So… Striker takes over the bus terminal. His plan is simply to surf the situation, survive the aliens, ride the storm out, then disappear into the sunset.
Dramatic? Satisfying? Not so much, right? Sure, it’s a classic set-up, so there’s plenty of potential. But built in at the core is also a mind-numbing level of passivity. I mean, seriously, what’s the Striker character gonna do for ninety minutes? Drink root beer floats and read Highlights?
Further, the film lacked a Female Protagonist. That’s right. Frame one, the picture was a sausage fest. Granted, Carpenter’s The Thing is one of few modern films which doesn’t have a single woman in it. That said, we didn’t have John Carpenter, this wasn’t 1982 and flying estrogen-free simply wasn’t marketable, especially for a cable movie. Besides that, for any writer, having a solid female character is always preferable from a myriad of creative standpoints. Most obvious of which is giving you the raw material for a lot more scenes with the protagonist.
Passive protagonist. No Female lead. Straightaway, my rewrites focused on dealing with this pair of script killers.
Step One, I changed the bus terminal into a small rural airport. Doesn’t seem particularly earth-shattering, does it? At least not until you consider that it ultimately provides Striker with something completely non-existent in earlier drafts — a viable plan for and means of escape, by aircraft.
By clearly defining Striker’s goal as escape (as quickly as possible, mind you), he’s no longer sitting on his ass, hoping to get lucky and avoid annihilation. This one bold stroke has now created the primary motivation for his character to become proactive above and beyond just routine survival.
First, Striker will need to search the airport (proactive). During the search, he’ll now discover an old hangar with a broken-down ski plane inside (proactive). Being broken, Striker will have to repair it (proactive). Other passengers will discover what he’s up to and Striker will have to turn back a revolt (proactive). The rest of the plot plays out similarly.
By answering that essential Syd Field’s Screenwriting 101 question “what does your character want to win, gain, get or achieve during the course of the screenplay“, all the action, motivations, characters and pretty much the entirety of the storyline itself begins revolving around Striker, the aircraft and the possibility of escape.
Before you know it, the film has now become aggressively repopulated with new scenes supporting this refashioned infrastructure. Wholly original scenes that you’ve created and now get credit for. By inventing a serviceable Female Protagonist, you’ve essentially doubled your money in this department. Henceforth, there are all sorts of emotional avenues to explore between her and Striker; character traits to examine, backstories which can emerge, the suppressed stirrings of personal chemistry — none of which existed before your pages.
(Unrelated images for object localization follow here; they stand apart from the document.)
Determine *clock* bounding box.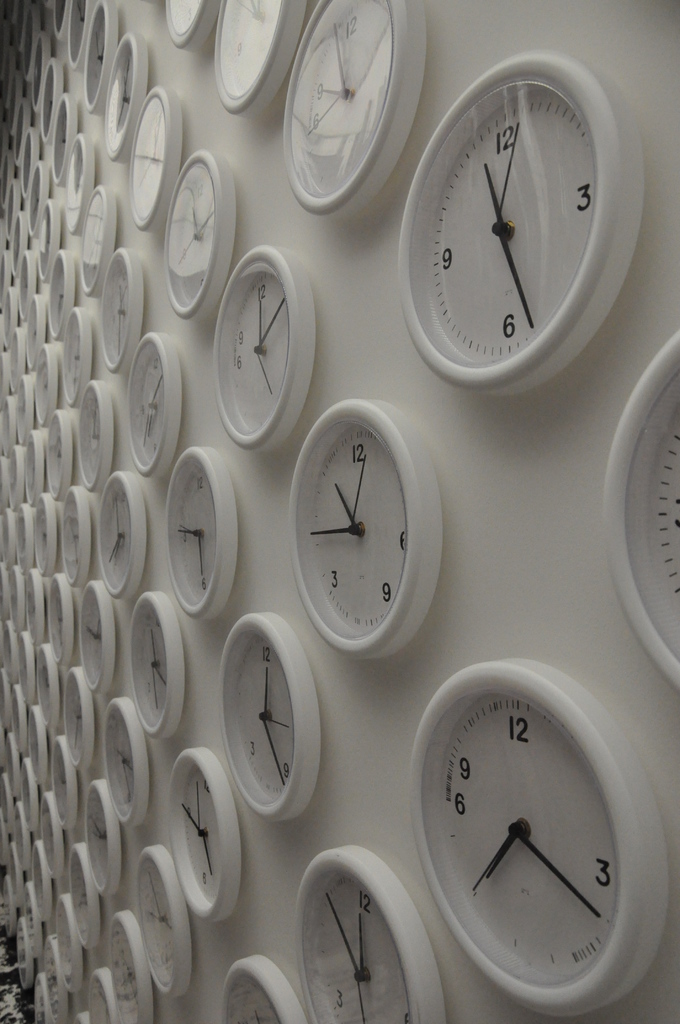
Determined: <box>72,574,117,693</box>.
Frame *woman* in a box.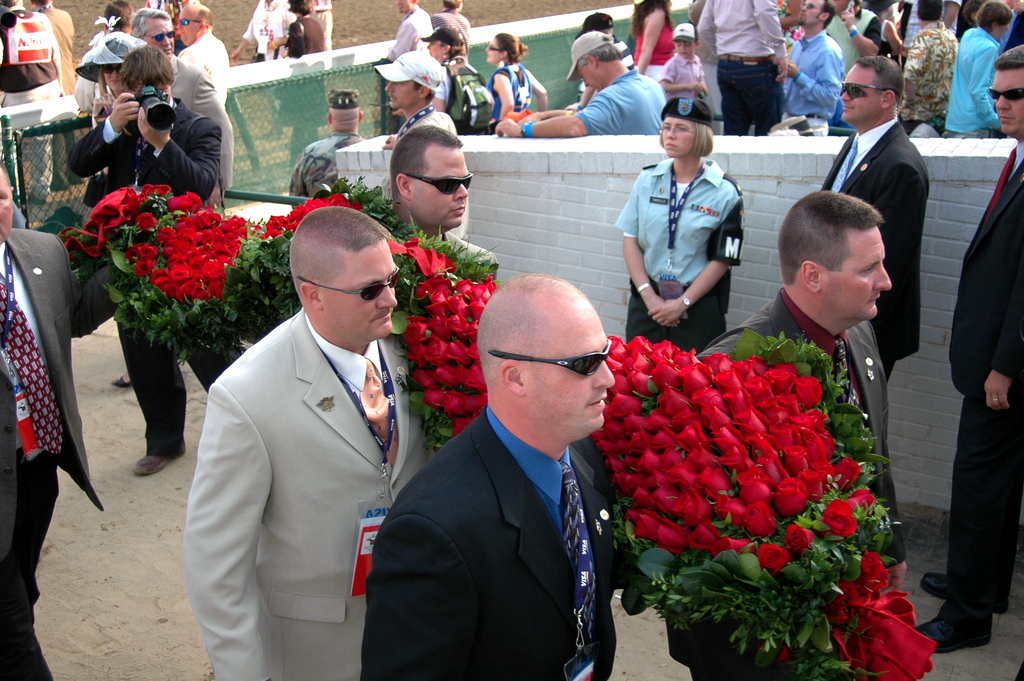
pyautogui.locateOnScreen(632, 97, 745, 355).
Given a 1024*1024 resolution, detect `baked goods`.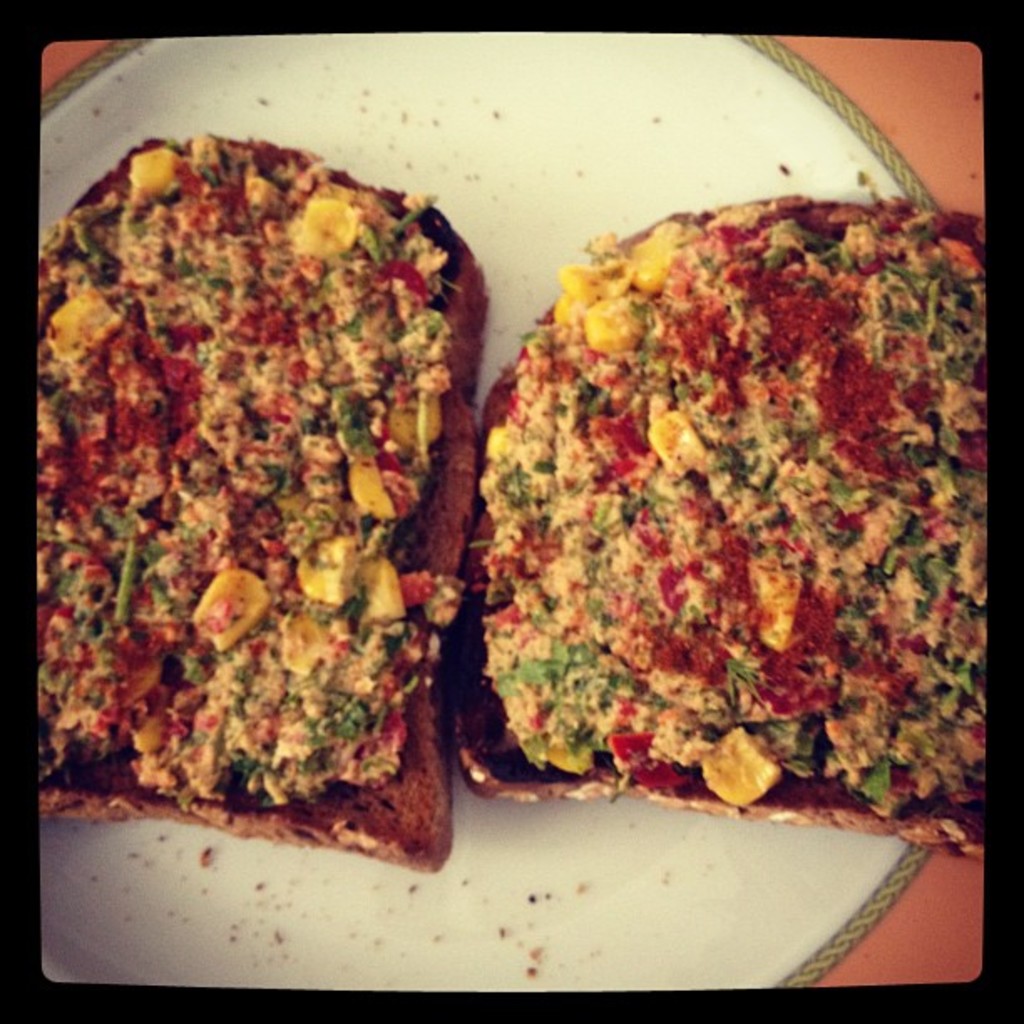
select_region(440, 187, 991, 863).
The plain fact is that one right idea can become of monumental importance, redefining the very marrow of any project. That’s how powerful one “simple” tweak or “little” change can turn out to be in a good writer’s hands.
Boiled down to its core, being a writer is about making choices — choices which best inform the project and give you the most storytelling options. This is a perfect example of how a great choice can pay long-term narrative dividends far beyond what anyone might expect.
My pages’ big payoff came in classic cinematic fashion — the ruthlessly self-interested Striker appearing to abandon the Female Protagonist before suddenly sacrificing himself to ensure her survival instead. This was critical because it served as Striker’s defining moment; neatly landing his character arc and allowing for a successful resolution as the film’s worthy protagonist.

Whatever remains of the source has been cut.